Lastly, both requited and unrequited romance have the backstory and future story problem. To wit: as mentioned, this is a show with ever changing leads. It always will be. Both the various incarnations of the Doctor and the various companions have their partisans who prefer them to others, that is inevitable. Just as inevitable as any given production team having a bias towards their own toys, i.e. the Doctor and companions they themselves created. However, adding textual - as opposed to subtextual - romance inevitably results in reactions like this: "So the text tells me he loves X. Why didn't he love W? I ADORED W. I thought so did he, but W didn't get any *insert most recent demonstration of love to X*, so clearly, he didn't love W, and that's just unfair and a slight against my favourite companion. And how about Y? Y is way cooler than X. How come he doesn't see that?" Which is silly - treating a declaration of romantic love as the ultimate merit badge - but we've seen this is how fandom works.
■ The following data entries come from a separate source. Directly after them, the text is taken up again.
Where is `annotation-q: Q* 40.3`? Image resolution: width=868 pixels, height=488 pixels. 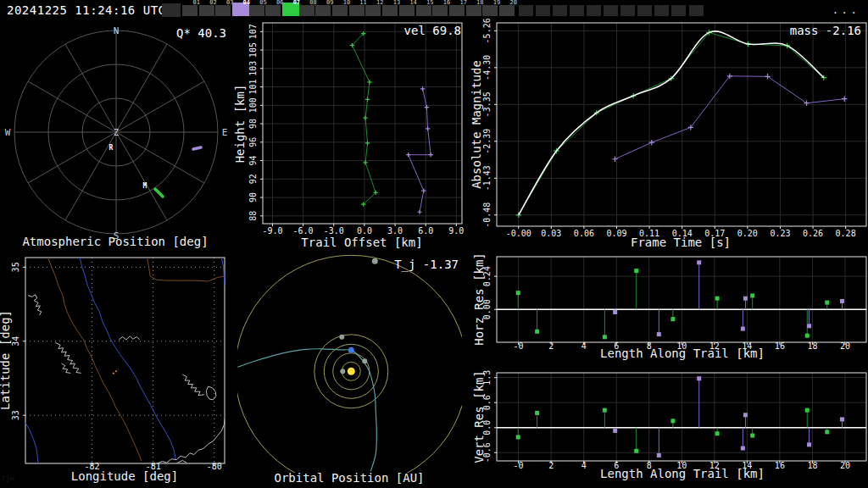
annotation-q: Q* 40.3 is located at coordinates (202, 33).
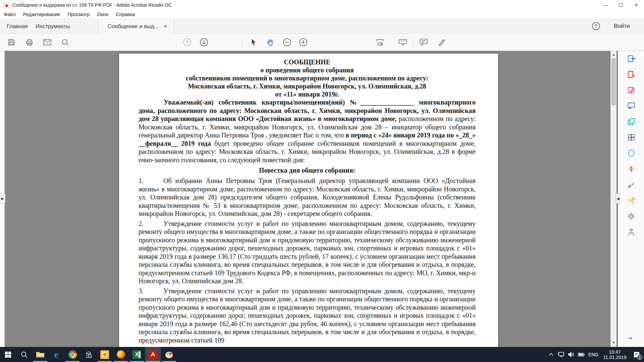  What do you see at coordinates (631, 74) in the screenshot?
I see `create-pdf-tool` at bounding box center [631, 74].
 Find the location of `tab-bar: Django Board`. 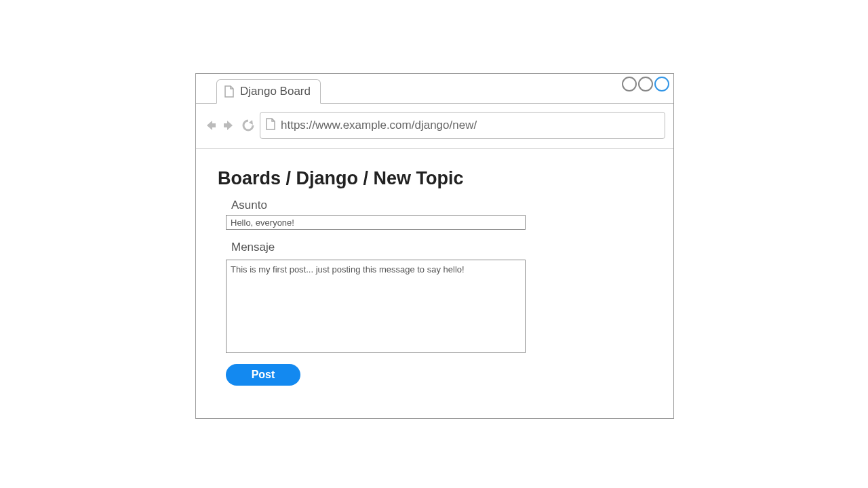

tab-bar: Django Board is located at coordinates (435, 89).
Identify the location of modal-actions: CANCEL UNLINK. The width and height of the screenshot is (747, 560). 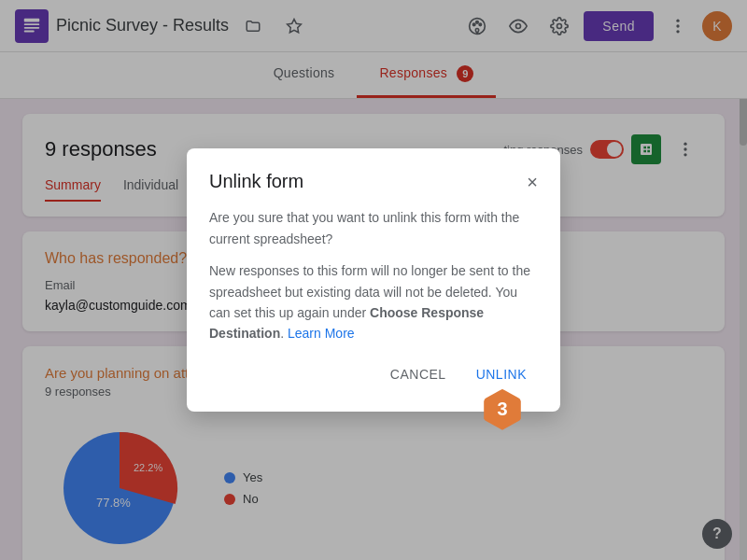
(374, 374).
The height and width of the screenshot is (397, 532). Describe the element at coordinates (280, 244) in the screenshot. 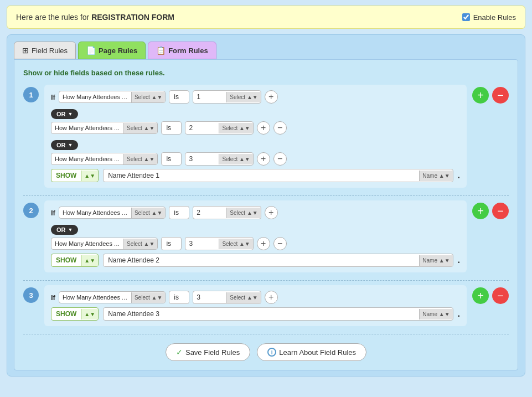

I see `remove-condition-btn-2-2: −` at that location.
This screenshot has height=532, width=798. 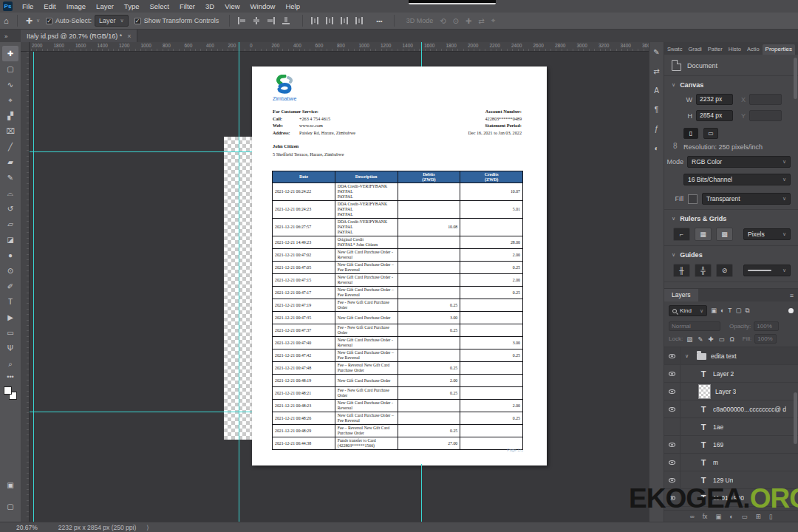 What do you see at coordinates (137, 21) in the screenshot?
I see `show-transform-checkbox: ✓` at bounding box center [137, 21].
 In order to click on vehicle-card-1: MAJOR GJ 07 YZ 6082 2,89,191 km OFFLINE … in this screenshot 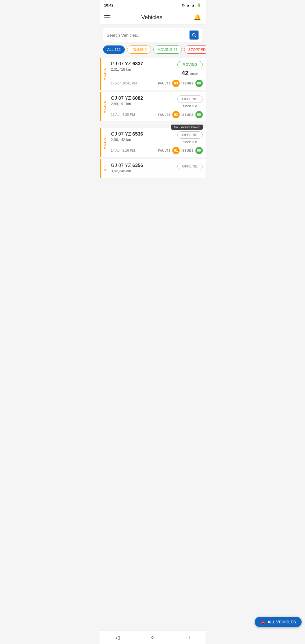, I will do `click(152, 107)`.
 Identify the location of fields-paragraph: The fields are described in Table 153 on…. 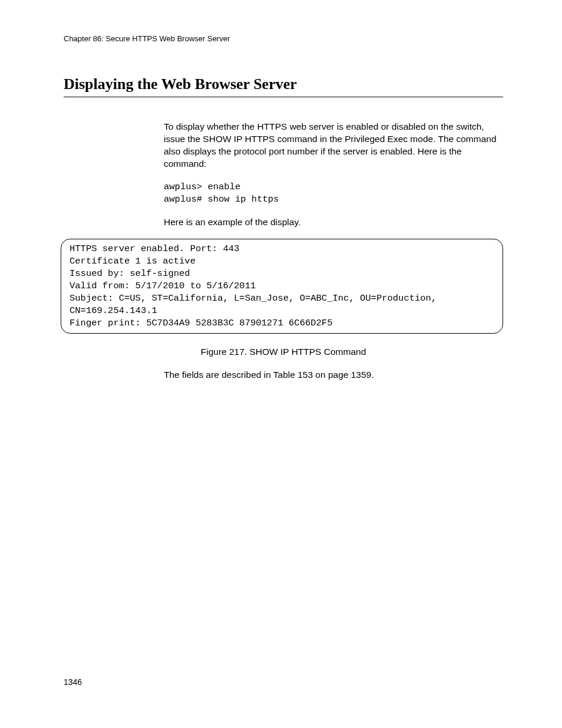
(333, 375).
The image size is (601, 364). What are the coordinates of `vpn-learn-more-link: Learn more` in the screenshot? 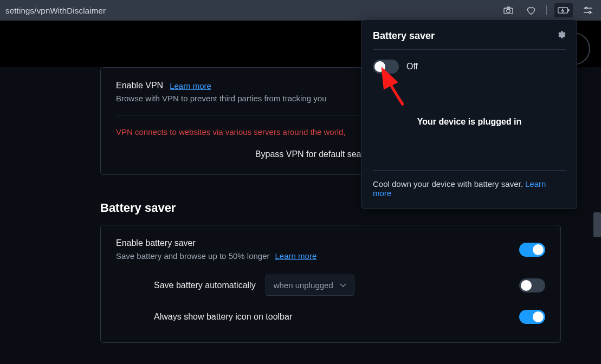 It's located at (191, 86).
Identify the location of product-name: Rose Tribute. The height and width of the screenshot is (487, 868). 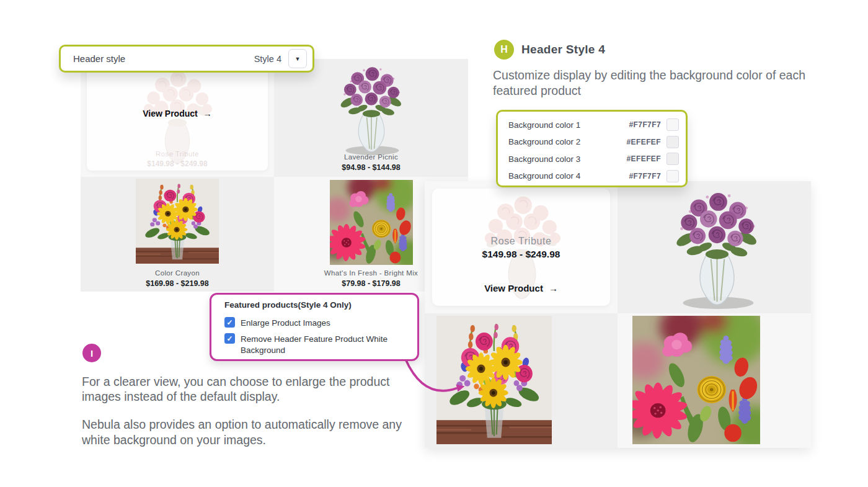
(521, 241).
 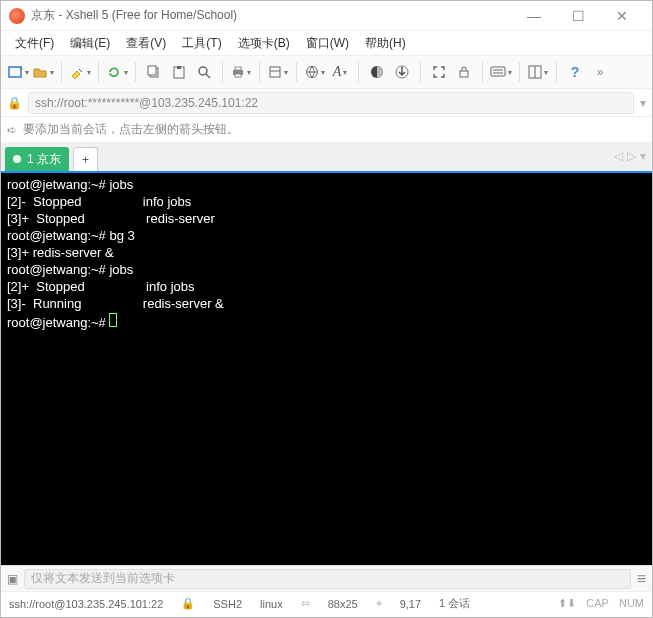 I want to click on new-session-button: +, so click(x=18, y=72).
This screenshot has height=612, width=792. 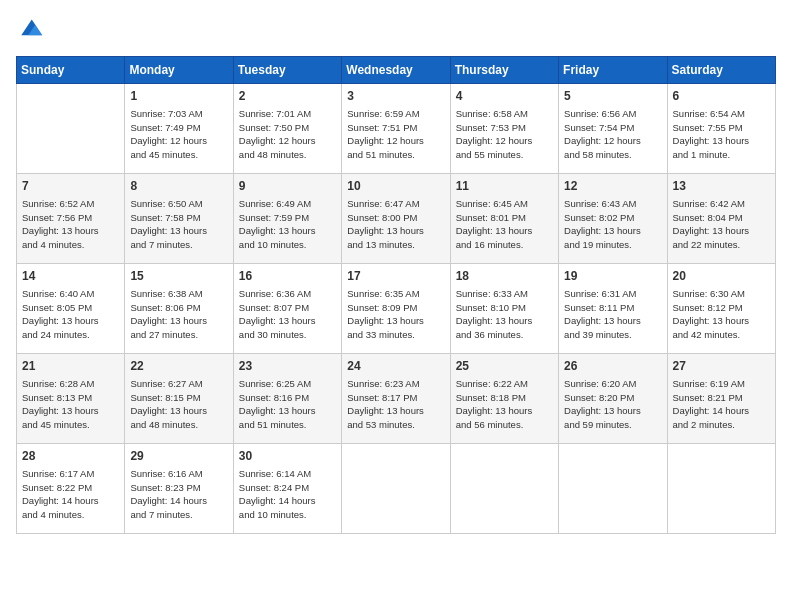 What do you see at coordinates (721, 70) in the screenshot?
I see `weekday-header-saturday: Saturday` at bounding box center [721, 70].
(Sidenote: no, you can't just replace "X" with "Rose". I distinctly recall many a Doctor/Rose'shipper distressed in exactly the same way when you replace "X" with "Reinette" or "River Song".)

So, in conclusion, that that mean I'm of the "the Doctor/show/fandom should be asexualist" persuasion? Not at all. As any slasher will tell you, buddy shows and buddy movies inspire an infinite number of 'shippy fanfiction. But the narrative of a buddy show doesn't have to revolve around the "will they/ won't they?" question. Whether they're shagging like bunnies between episodes because they're doing the friends with benefits thing or whether they really don't fancy each other that way, their every interaction in the episodes we do see isn't burdened with the audience having to wonder "will he/she tell him/her 'I love you'? If not, why not? Will they kiss? When will he/she return the love? Why not?" What's more, it seems to be easier for a tv audience to accept that someone can be friends with more than one person than that they can be in romantic love with more than one, that today's friendship doesn't devaluate yesterday's, and leaves room for a new friendship tomorrow.

Which is why I think my life as a DW fan would be made considerably easier if future Doctor/Companion relationships were to continue to take place in a buddy show, and not a romance. And besides. We all know he loves the TARDIS best anyway. That, too, is one of the few immovable constants.